Why the dashcam matters more than they're admitting

If dashcam footage exists, it may show the condition of the loading area, the timing of the incident, employees rushing after the burn, whether safety gear was missing, or who said what right after it happened.

And if the footage came from a delivery truck, company vehicle, or vendor van parked near the kitchen entrance or alley, that video may not be controlled by just one side. That's where it gets messy.

A lot of people think, "If the video proves what happened, they have to give it to me."

Not automatically.

Before a lawsuit or formal claim process forces disclosure, companies often sit on video, deny they have it, or act like it's being "reviewed." Sometimes it gets overwritten. Sometimes it mysteriously becomes unavailable. Sometimes your own side says, "Let's not push too hard yet," which is exactly when alarm bells start going off in your head.

Fair.

Because delay helps the defense.

Video can lock in who was there, what equipment was missing, and whether management reacted like this was a known hazard. Without it, the story gets softer. People "don't remember." Kitchen managers suddenly claim gloves were available. Somebody says you were told not to open that steam unit that way.

The playbook is boring, effective, and mean as hell

Here's what usually comes next:

  • a "recorded statement" call that sounds casual
  • a quick low settlement offer before the burns fully declare themselves
  • social media checks for photos showing you smiling, walking, shopping, or at your kid's school event
  • surveillance if they think the claim is worth enough
  • a doctor chosen or favored by the carrier minimizing pain, restrictions, or future treatment

That last part matters in West Virginia. Workers' comp used to run through the old state fund setup, but that monopolistic system is gone. Private carriers are involved now, and cost control is still the religion. Different company, same pressure: keep the file cheap.

So if a doctor is downplaying your burns as "healing fine" while you still can't tolerate heat, movement, or clothing rubbing the area, don't shrug that off.

And if your own lawyer seems weirdly passive about getting the dashcam preserved, that deserves a direct question, not blind faith.

What "friendly" adjusters are really trying to get from you

They want a version of events they can replay later.

Not the truth in some grand moral sense.
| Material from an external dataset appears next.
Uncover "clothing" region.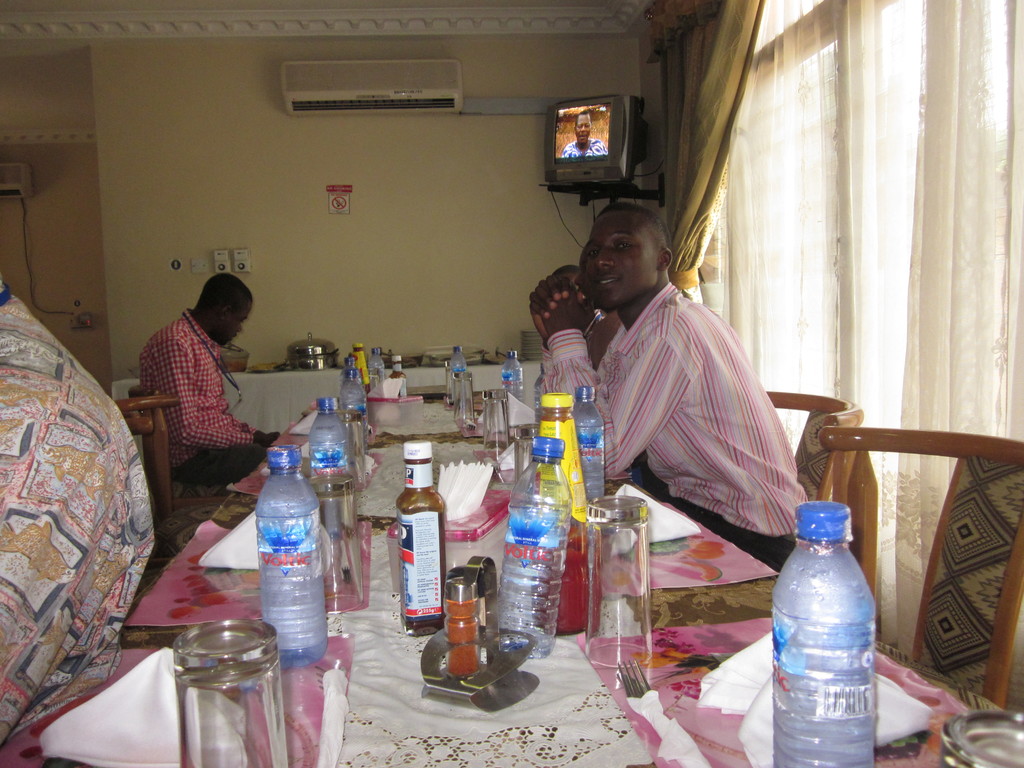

A usable version.

If you say, "I'm doing better," they'll save that.

If you say, "I walked my usual route down Kanawha Boulevard this morning," they may use that to suggest you're less impaired than your records say.

If you post a photo at Haddad Riverfront Park with your kids because your spouse is overseas and you're trying to hold life together, that doesn't prove you're fine. But they will sure as hell try to spin it that way.

Surveillance in West Virginia is not some movie thing. If the value is there, investigators may sit in a car and watch. Charleston's compact downtown makes that easier than people realize.

What the dashcam fight usually means

A fight over video usually means one of three things.

The footage helps you.

The footage helps you and hurts them.

Or the footage destroys the neat little story they're building.

That doesn't mean every delay is corruption. Sometimes it's plain bureaucracy. A vendor has the file. A truck has been reassigned. Somebody in a claims department in another state doesn't understand why this matters.

But when the pressure to settle starts before the video appears, pay attention.

Burn claims get discounted when there's uncertainty. Hidden video creates uncertainty. So does an early doctor note that makes the injury sound minor. So does a tired claimant trying to manage work, kids, and a deployment alone.

That's the damn formula.

If your skin is still changing, your pain is still evolving, or your treatment plan is not settled, a fast payout is usually not a favor. It's a discount with a smile attached.

by Rhonda Hatfield on 2026-03-25

This article is for informational purposes only and is not legal advice. Every case is different. If you or a loved one was injured, talk to an attorney about your situation.